▶ **Pixel coordinate grounding data**
- - - -

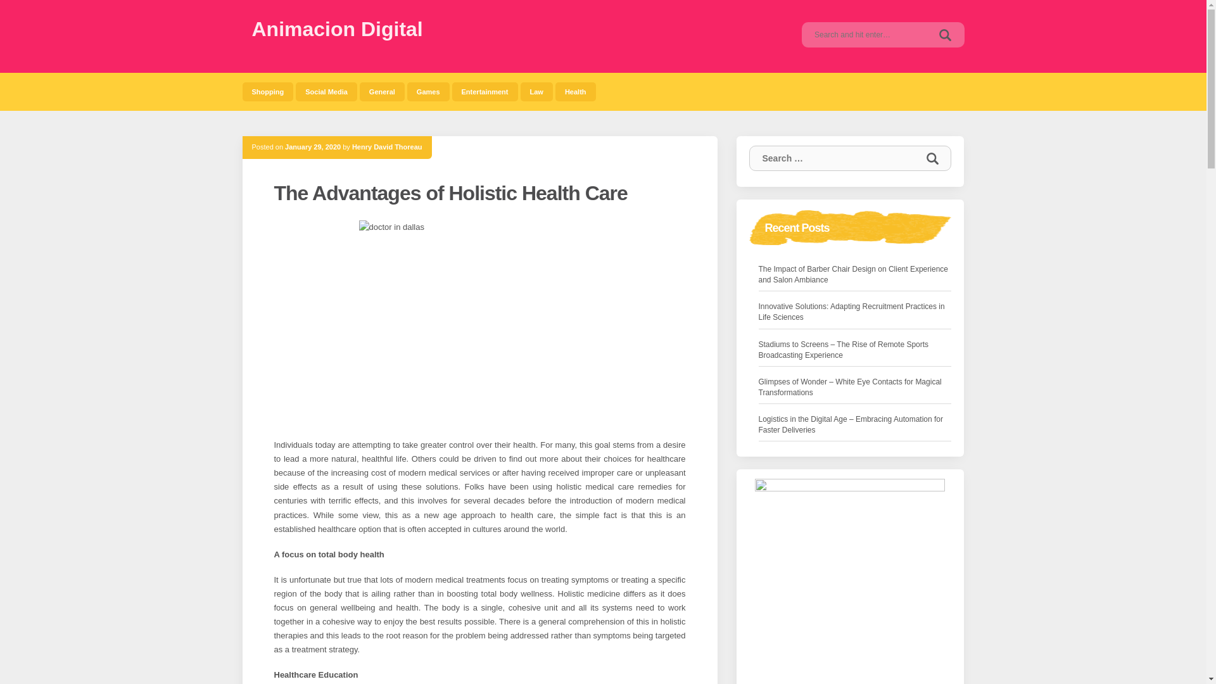 This screenshot has height=684, width=1216. What do you see at coordinates (326, 91) in the screenshot?
I see `Social Media` at bounding box center [326, 91].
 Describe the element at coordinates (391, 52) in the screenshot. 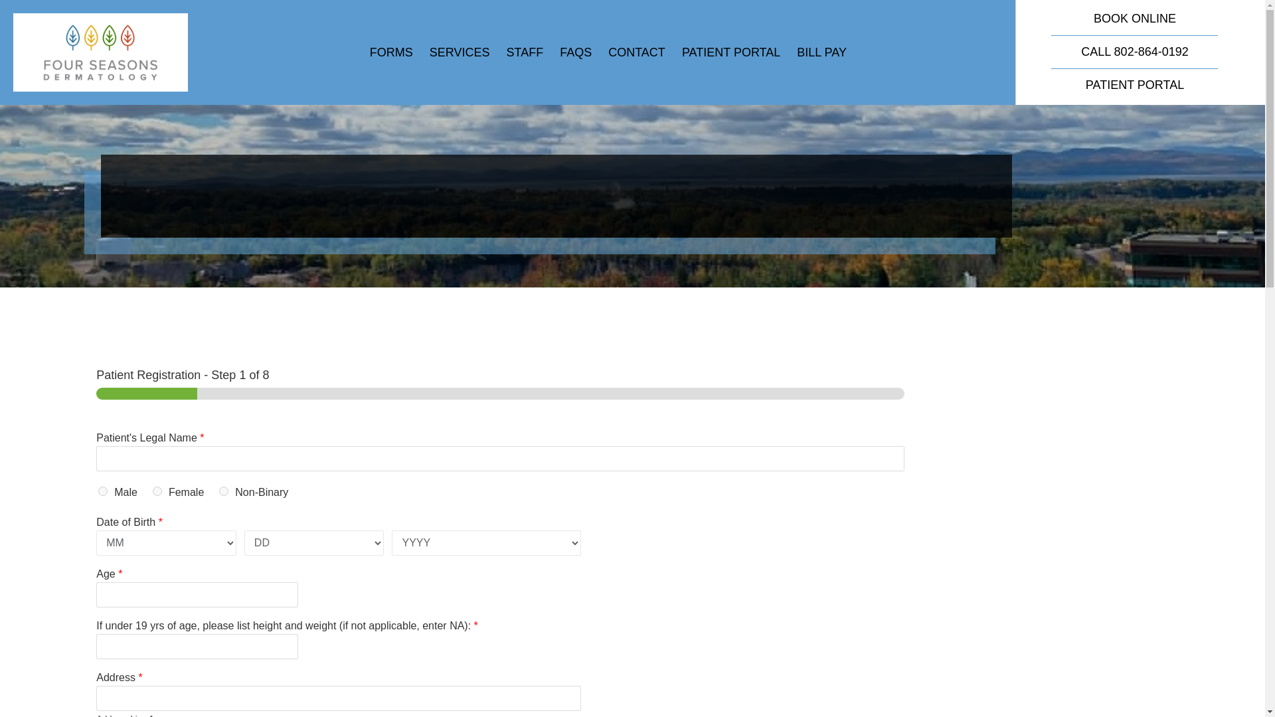

I see `FORMS` at that location.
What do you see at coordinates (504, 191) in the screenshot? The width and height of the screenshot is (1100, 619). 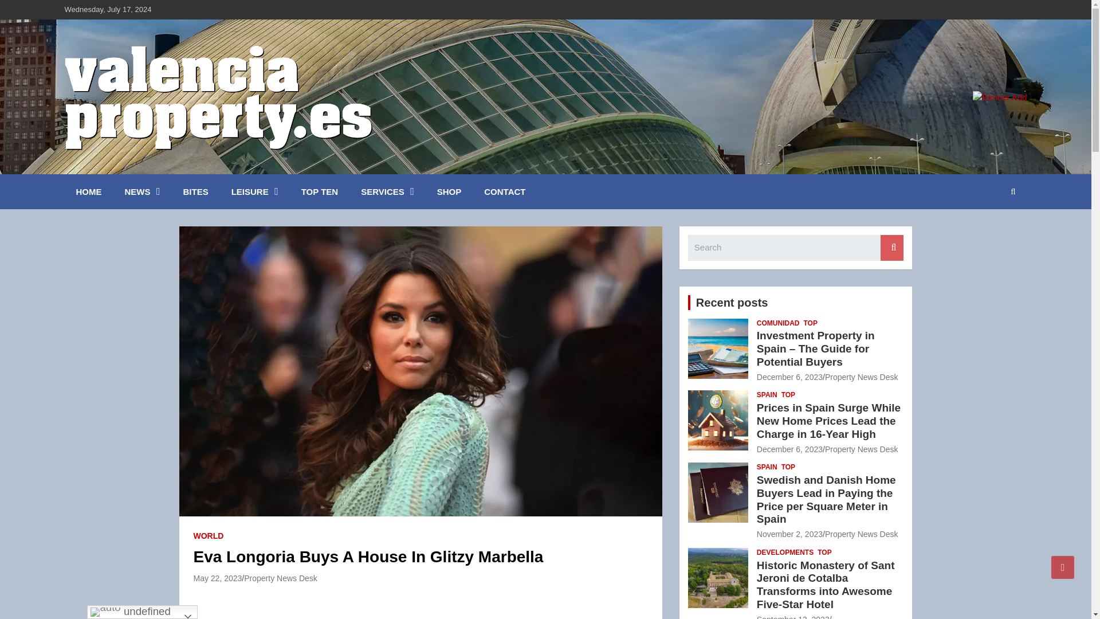 I see `CONTACT` at bounding box center [504, 191].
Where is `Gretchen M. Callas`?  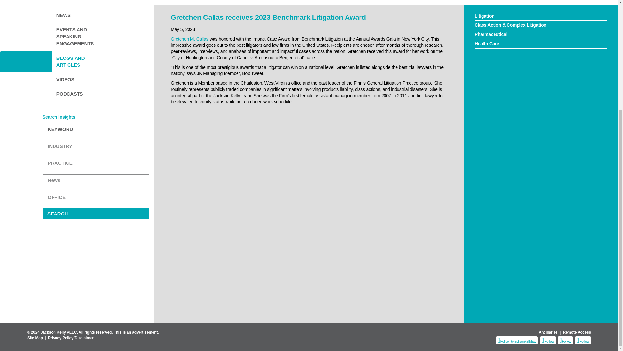 Gretchen M. Callas is located at coordinates (190, 39).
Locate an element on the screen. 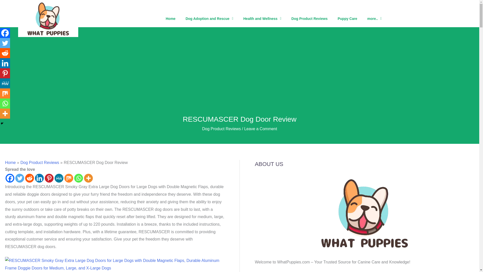 This screenshot has width=483, height=272. Pinterest is located at coordinates (49, 178).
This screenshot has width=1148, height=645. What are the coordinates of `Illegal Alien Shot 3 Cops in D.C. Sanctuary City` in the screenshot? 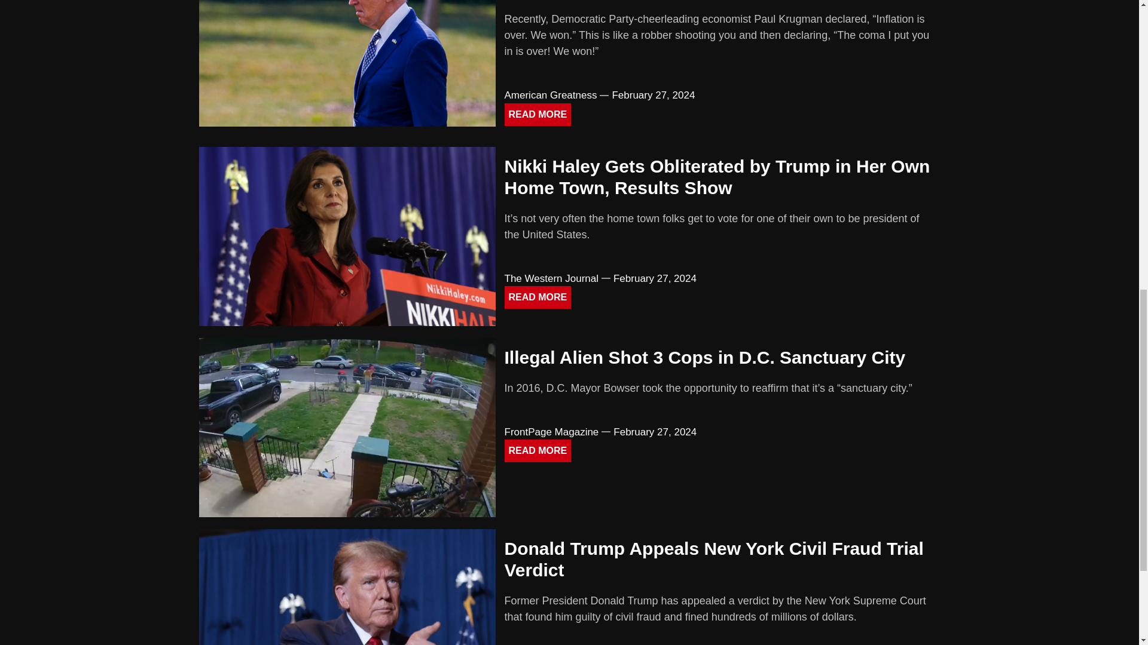 It's located at (705, 357).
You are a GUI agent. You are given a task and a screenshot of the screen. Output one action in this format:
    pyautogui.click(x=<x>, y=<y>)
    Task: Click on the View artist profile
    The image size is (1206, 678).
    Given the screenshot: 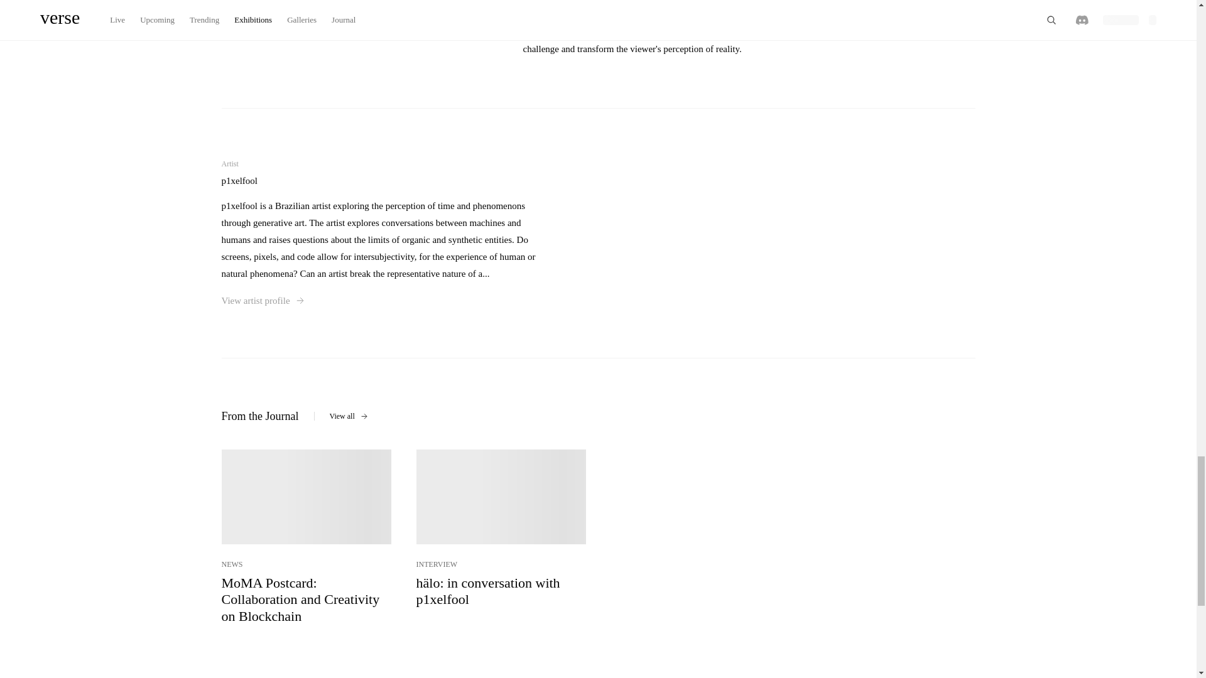 What is the action you would take?
    pyautogui.click(x=261, y=300)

- - - -

▶ **Task directions**
All that belongs in your answer is the stretch of entries above from the line with "You are a GUI" through the line with "The image size is (1206, 678).", printed exactly.

▶ **Exercise response**
You are a GUI agent. You are given a task and a screenshot of the screen. Output one action in this format:
    pyautogui.click(x=<x>, y=<y>)
    Task: Click on the View artist profile
    The image size is (1206, 678).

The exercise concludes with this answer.